The researchers found that their ARCADE probe – an Absolute Radiometer for Cosmology, Astrophysics and Diffuse Emission – was prevented from completing its original mission due to the presence of a mysterious and powerful cosmic noise.

Many objects in space can generate radio waves. At a very low level, these waves are a common occurrence in the Milky Way and ordinarily produce a faint background radio emission that can be detected by certain scientific apparatuses.

What has baffled the scientists behind the ARCADE mission, however, is that the powerful static discovered by the probe blasts through space six times louder than anyone ever expected, team leader Alan Kogut said.

“The universe really threw us a curve,” Kogut, a NASA astrophysicist, said in a press release. “Instead of the faint signal we hoped to find, here was this booming noise six times louder than anyone had predicted.”

Yet even more perplexing to the ARCADE team is the deafening cosmic static’s apparent lack of a source.
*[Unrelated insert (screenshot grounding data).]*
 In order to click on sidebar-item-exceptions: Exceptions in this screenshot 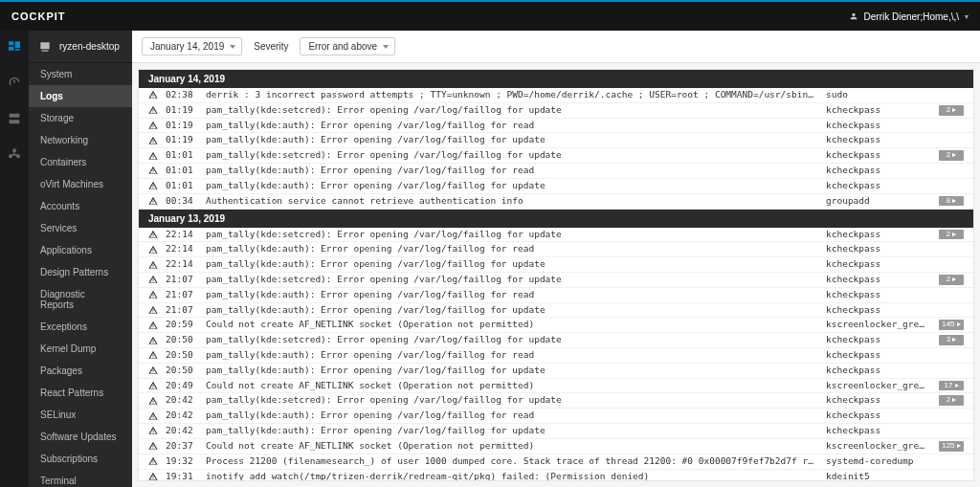, I will do `click(80, 327)`.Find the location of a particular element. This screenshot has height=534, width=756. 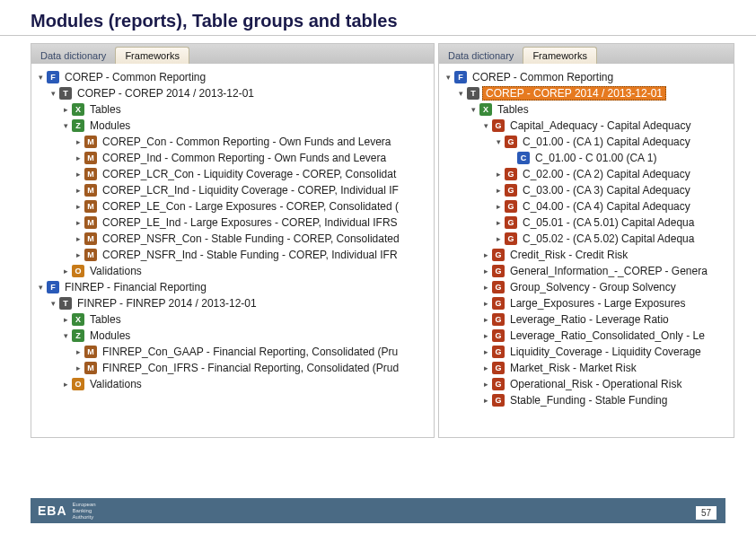

tree-node: ▸GLeverage_Ratio - Leverage Ratio is located at coordinates (587, 320).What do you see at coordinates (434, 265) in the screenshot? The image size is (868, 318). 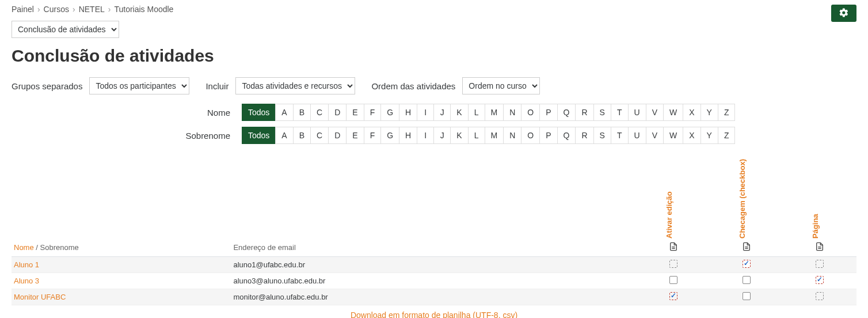 I see `user-email: aluno1@ufabc.edu.br` at bounding box center [434, 265].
A study was done to ascertain what may have caused the readings, but it was determined that the signal could not be explained by radio galaxies, instrument error or any other source.

The results open up new questions for astronomers, since there is currently no explanation for existence of the cosmic static. Even if all of the known galaxies in the universe combined their radio emission, they could still not generate the signal detected by the NASA balloon.

UCSB Physics professor Philip M. Lubin said that the static provides scientists with a new cosmic puzzle to unlock.

“It seems as though we live in a darkened room and every time we turn the lights on and explore, we find something new,” Lubin said in a press release. “The universe continues to amaze us and provide us with new mysteries. It is like a large puzzle that we are slowly given pieces to so that we can eventually see through the fog of our confusion.”

Lubin said that it is not known if the waves are from a single source or from various locations. The noise, he said, may point to an event which occurred around 7 billion years ago when galaxies were first being formed.

According to Lubin, the facilities needed to measure the waves would have to be unbelievably huge, as the waves are 100,000 times smaller in wavelength compared to the visible light spectrum. To accurately detect these waves would require tools capable of measuring at a very high resolution, he said.